Director Joseph Cedar (left) and Aviva Weintraub, Director of the NYJFF and Associate Curator of the The Jewish Museum.
After the festival’s screening of the film, director Joseph Cedar (Time of Favor, Campfire) answered questions from the audience.
How did you get involved with the project? It started out as a newspaper article by Ron Leshem, which consisted of a monologue from an officer who was on the outpost a year before Israel pulled out. It was a phenomenal article—very dry, very detailed, very unaware of how tragic the story that he was telling actually was. I met with Ron, who was then military correspondent for Yedioth, and we decided to turn the article into a film. As I was working on another film, his research turned into a novel (which is now published in America). So these two separate works are based on the same historical events: The novel is much wider in scope with a slightly different emphasis, while the film is narrower in scope and makes different artistic choices.

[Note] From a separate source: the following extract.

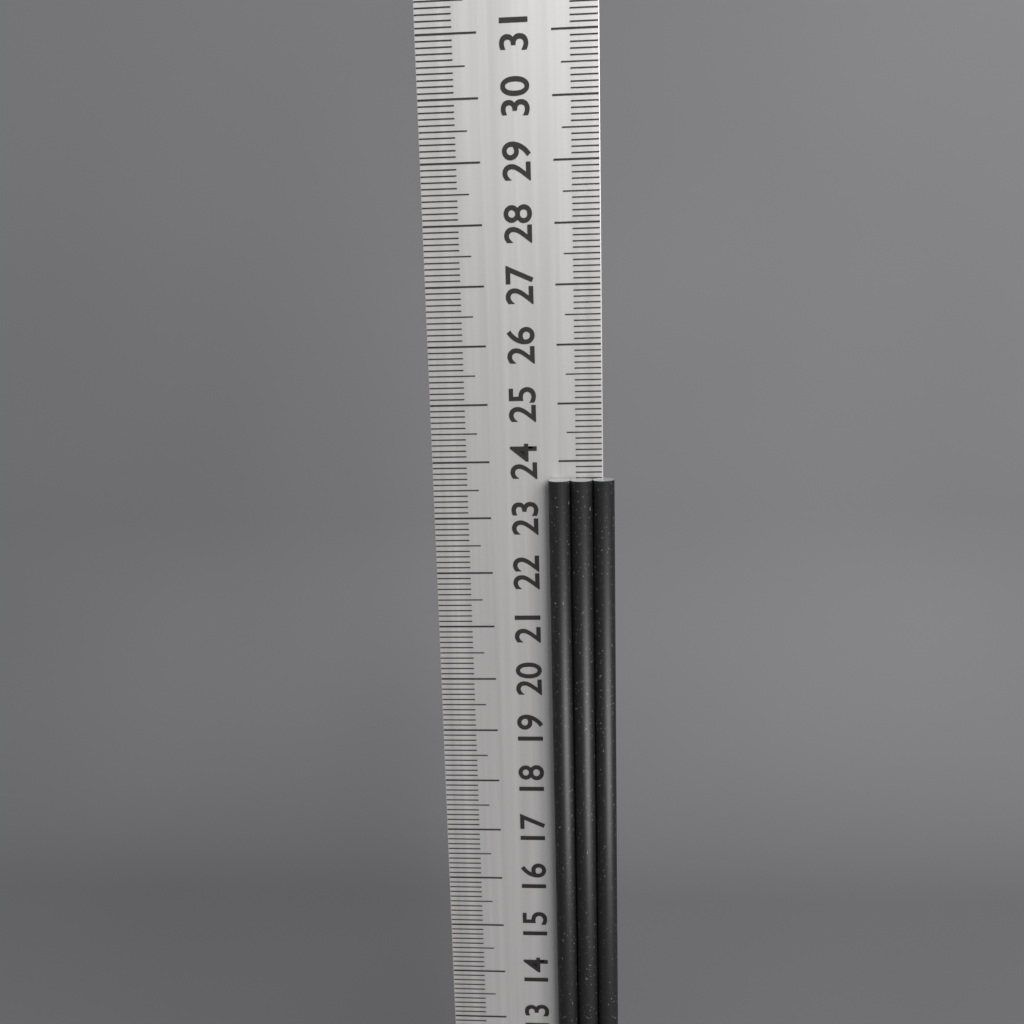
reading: 23.7 cm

Did you film any part of this in Lebanon? We shot the film on a mountain called Kalat Namrud in Northern Israel, right at the triangle of borders between Syria, Lebanon and Israel. I have some nostalgia for Lebanon and—especially after so intensively working on this story—would have wanted to be back on the original mountain, but not enough to take any risks. It’s a film: Everything is artificial, everything was made for the camera. There were certain things that needed to be authentic, but I also like the idea that it’s all bluff in that everything was made for the camera.
Did you serve in Lebanon as you mentioned your nostalgia for there? I think anyone who spent time on this mountain (this is actually a sentence from the book) “has sad memories of fantastic times”. There’s a line in the film where the soldiers are standing on a cliff, looking at the view and feeling like something has changed. I’m intimately familiar with that sense of being in a place that somehow has become part of you, but then starting to see that place differently. There’s a relationship between the soldiers and the mountain that they’re asked to give their lives for—I think that’s actually the main relationship in the film.
A scene from Beaufort.
What was the budget for the film and how did you raise the funds? The answer to that depends on who you ask. The budget was around two and a half million dollars, which is very low for a war film anywhere outside of Israel, but relatively high for an Israeli film. We received about 30% of that from government funds, another 30% from TV stations and the rest through private film investors.
What was the reaction to the film when it opened in Israel? A lot of people went to see it and I think that some of them liked it. It was very high profile in Israel when it was released last March. It came after the previous summer’s war in Lebanon, which, to my mind, interfered with our publicity plans but turned it into something that felt relevant. I always thought that I was telling a story which wasn’t specific in terms of time or even location: I thought it was a story that could take place anywhere, anytime. But the context of the previous summer’s war turned it into something that was grounded in a more particular historical event.
Could you discuss this film in the context of your other films to date? From film to film, I try to correct my mistakes. There are regrets concerning one film that I try to fix in the next film, which takes me through a whole new series of regrets. This film contained a lot of lessons that I wanted to correct from my previous film. Shooting in one location gave us flexibility that turned out to be very creative: For the first time in my short career, I felt creative on set. We were still investigating the story while we were shooting. It wasn’t all there at the screenplay level. That felt very good to me. Beaufort is not as tightly structured as my previous films. I don’t know if that’s the direction in which I’m going to continue but I like that aspect of this one.
What happened to Beaufort? The military part was blown up on May 24, 2000. Since then, although there’s a Hezbollah flag on the ruins of the Crusader fortress, it has turned into a tourist site. If you go online and look for Beaufort, you can see photographs or videos of tourists who have gone up there. Although I’m not sure I can support this with facts, I heard that in the last war, Beaufort was purposely avoided. There was an order from very high up to not go near that mountain again which I think is really amazing: It was the first target, the most important strategic spot, when Israel first went into Lebanon in ‘82 and it really evolved from a being symbol of victory or power into being a symbol of stupidity. And the last thing anyone wanted was an Israeli flag on that mountain again.